--- START ---

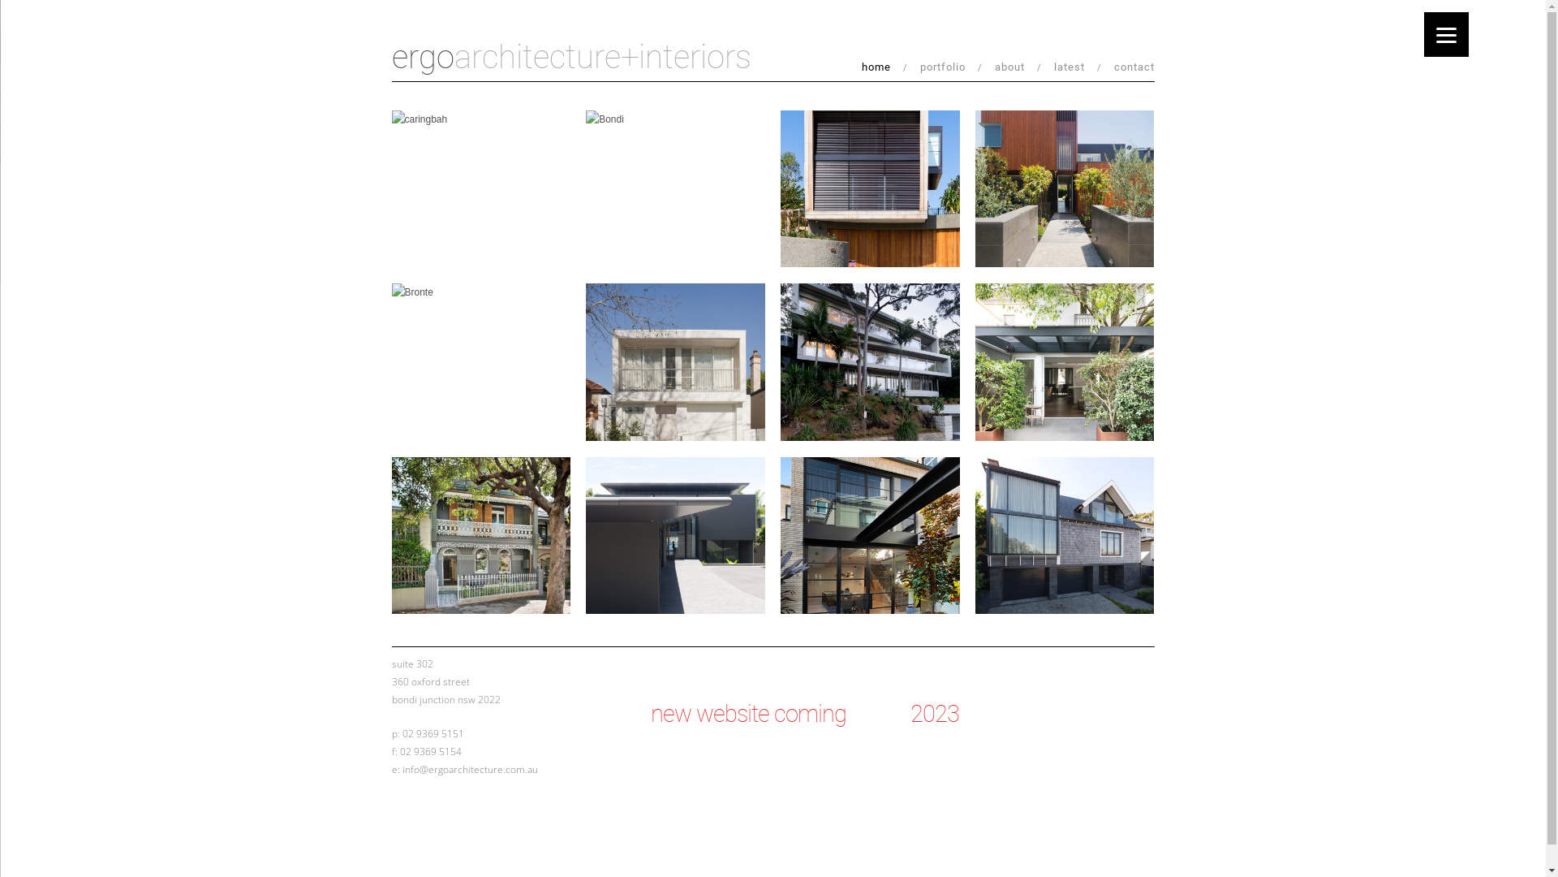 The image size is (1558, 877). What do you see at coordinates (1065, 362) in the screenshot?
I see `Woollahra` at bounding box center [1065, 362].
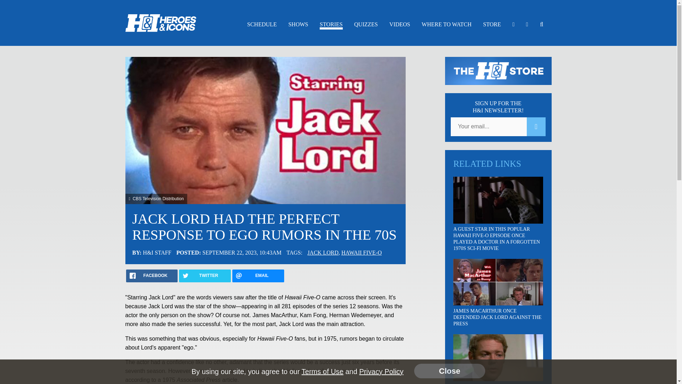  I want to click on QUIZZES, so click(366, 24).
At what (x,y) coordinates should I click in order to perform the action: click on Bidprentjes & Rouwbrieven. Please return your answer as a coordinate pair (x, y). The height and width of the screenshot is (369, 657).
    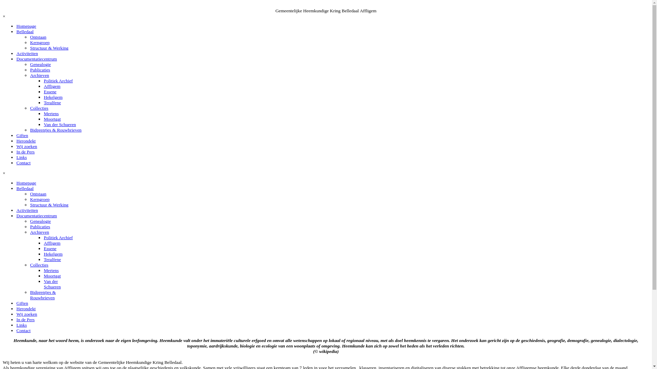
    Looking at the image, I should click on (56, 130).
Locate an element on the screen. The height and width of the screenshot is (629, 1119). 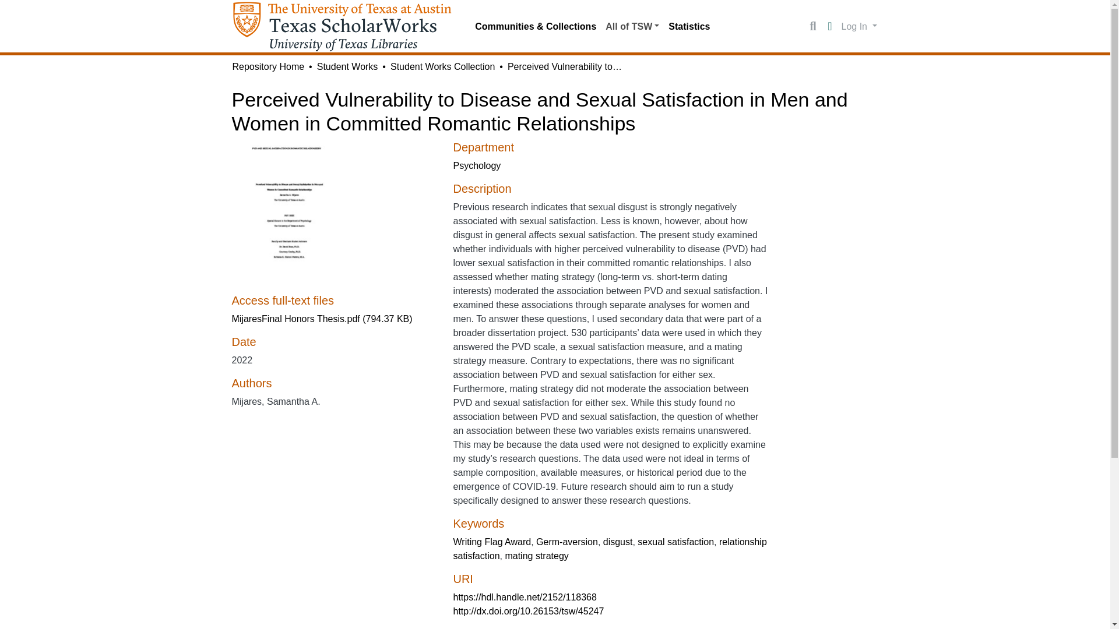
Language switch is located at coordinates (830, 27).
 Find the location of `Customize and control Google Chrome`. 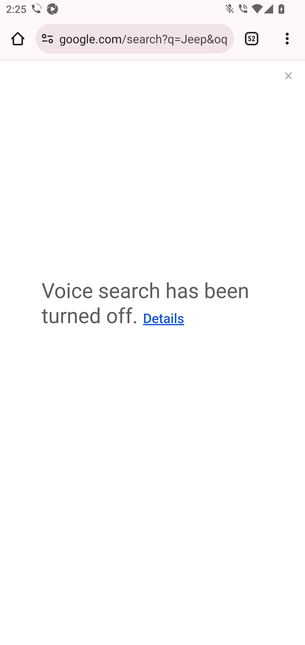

--- END ---

▶ What to do: Lines from the one that contains "At what (x,y)" through the last line of the data above are to be extracted exactly, with no pictures and no other lines.

▶ Solution to this task:
At what (x,y) coordinates should I click in order to perform the action: click on Bidprentjes & Rouwbrieven. Please return your answer as a coordinate pair (x, y). The height and width of the screenshot is (369, 657).
    Looking at the image, I should click on (56, 130).
Locate an element on the screen. The height and width of the screenshot is (629, 1119). 
Language switch is located at coordinates (830, 27).
 Find the location of `Customize and control Google Chrome`. 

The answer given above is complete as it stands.